Telling the story of Emmett Till

Tonight the Bijou gave a free showing of The Untold Story of Emmett Louis Till as part of the offerings to mark Human Rights Week here.

The film is a documentary about a black 14-year old boy from Chicago, Emmett Till, who went to Mississippi in the early nineteen-fifties to visit family. After walking out of a store, he whistled at a white woman whose husband tracked him down at his great-uncle's home that night. The husband and his friend took Emmett out into the night. A witness heard screams from a barn belonging to one of the men and saw one of them.

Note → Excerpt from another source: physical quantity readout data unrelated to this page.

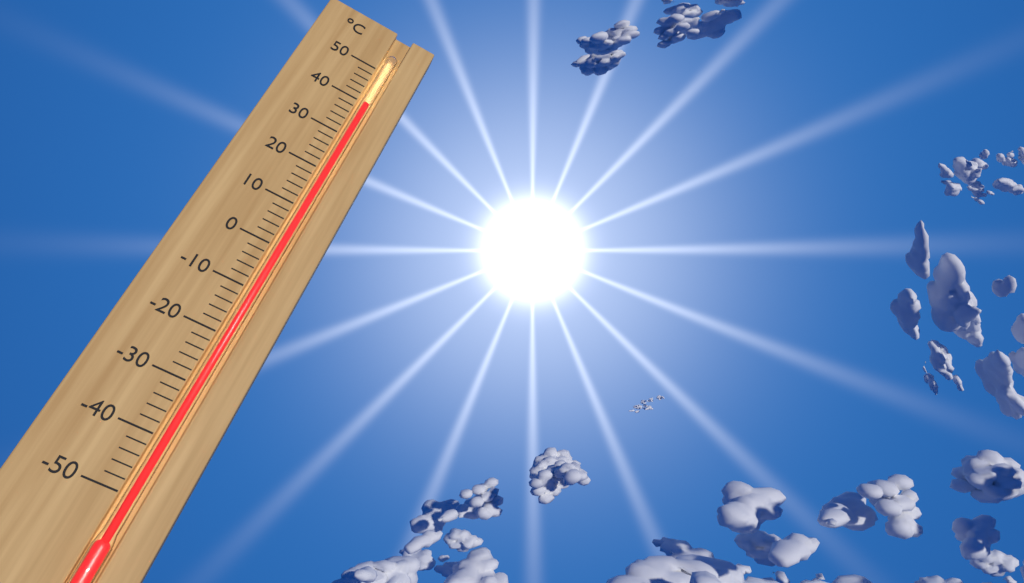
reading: 40 °C
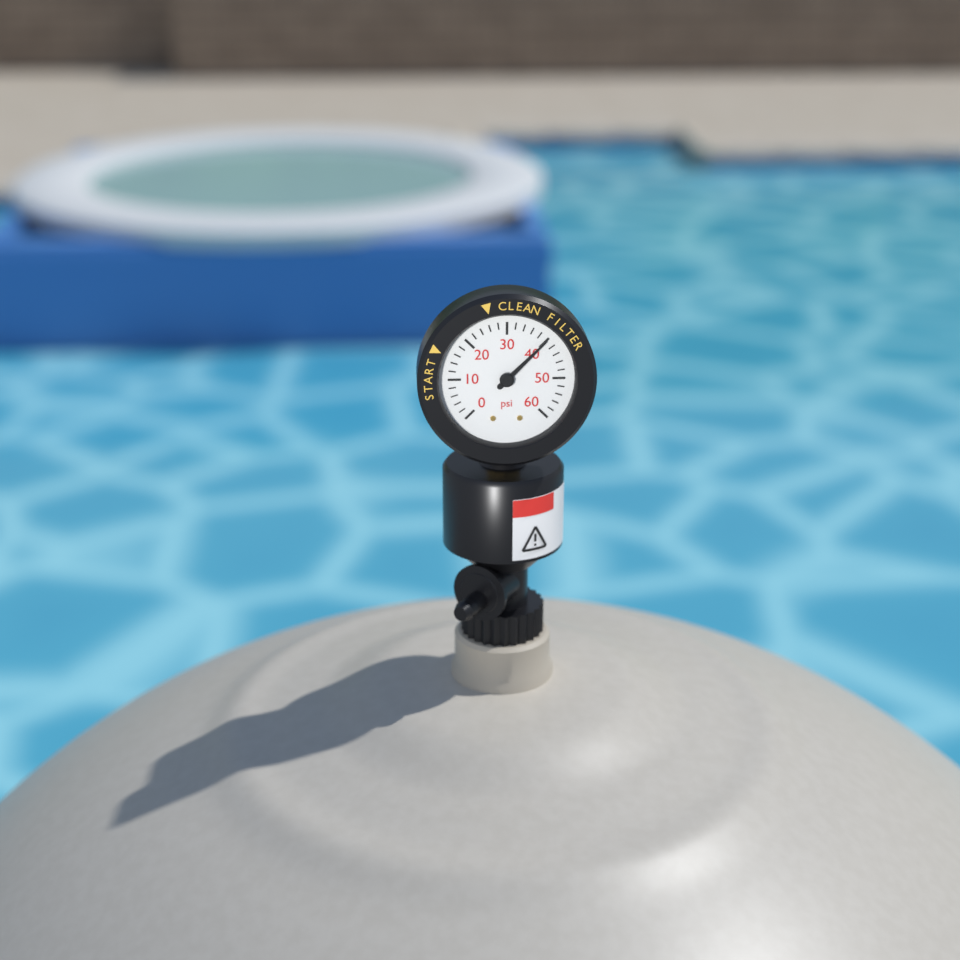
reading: 40 psi
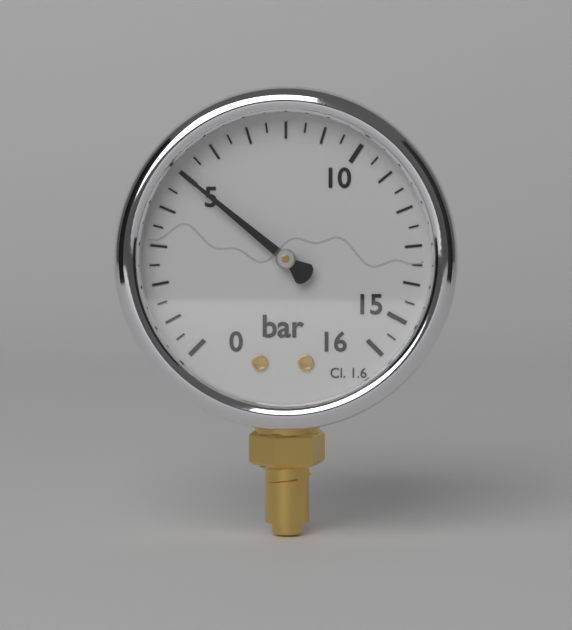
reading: 5.0 bar
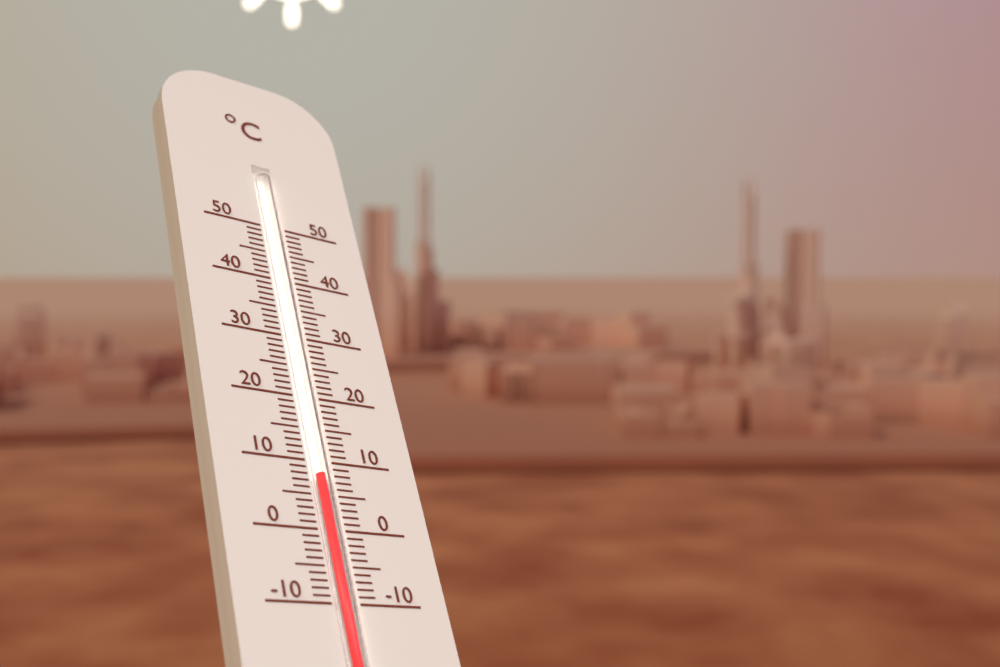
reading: 8 °C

He was found three days later in a nearby river tied to a heavy machinery fan with barbed wire. After identification by his great-uncle, his body was put in a pine box and the sheriff ordered it buried. Back in Chicago, Emmett's mother pressured the Chicago authorities to stop the burial and have him brought back to Chicago. In one of the most memorable scenes, his mother tells how every part of his face had been mangled. The eyes: one missing, the other on his cheek. The bridge of his nose was broken and gashed. There were two teeth left. His tongue had been cut. They had used an axe and split the top of his head from side to side. Above his ear his head had been shot through. His mother insisted on an open casket, so that everyone could see. Film of the funeral shows people walking past the casket, then rushing outside where they faint with overwhelming disgust, anger, and sorrow onto rickety chairs set up outside the church.

The men who took Emmett Till that night were cleared of both murder and, not even making it past the grand jury stage, of kidnapping. The lawyer for the defendants claims indignantly after the grand jury ruling, not that his clients were innocent all along, but that it was a result of the meddling of the NAACP in the internal affairs of Mississippi. Shortly thereafter the defendants confessed to a journalist for $4000 knowing they couldn't be tried again for the same crime[1].

But his death, and his mother's refusal to cloak the depravity of racial hatred beneath a casket lid, motivated the civil rights movement of the fifties which has led to where we are now. That generation's accomplishments are even more remarkable when I consider how quickly they happened. Emmett Till was killed in the mid fifties. Twenty-five years later I was born and in the space of another twenty-five years the country has progressed so much that the scenes in this film from fifty years ago are almost unrecognizable. There is still a great deal of work to be done and in some ways it's more mundane, more difficult, less dramatic, less rewarding job but it's good to know and see that people change the world for the better even within lifetimes.



[1] As a matter of law, I'm not sure why this would be so only for a grand jury ruling, but law may not have had much to do with it.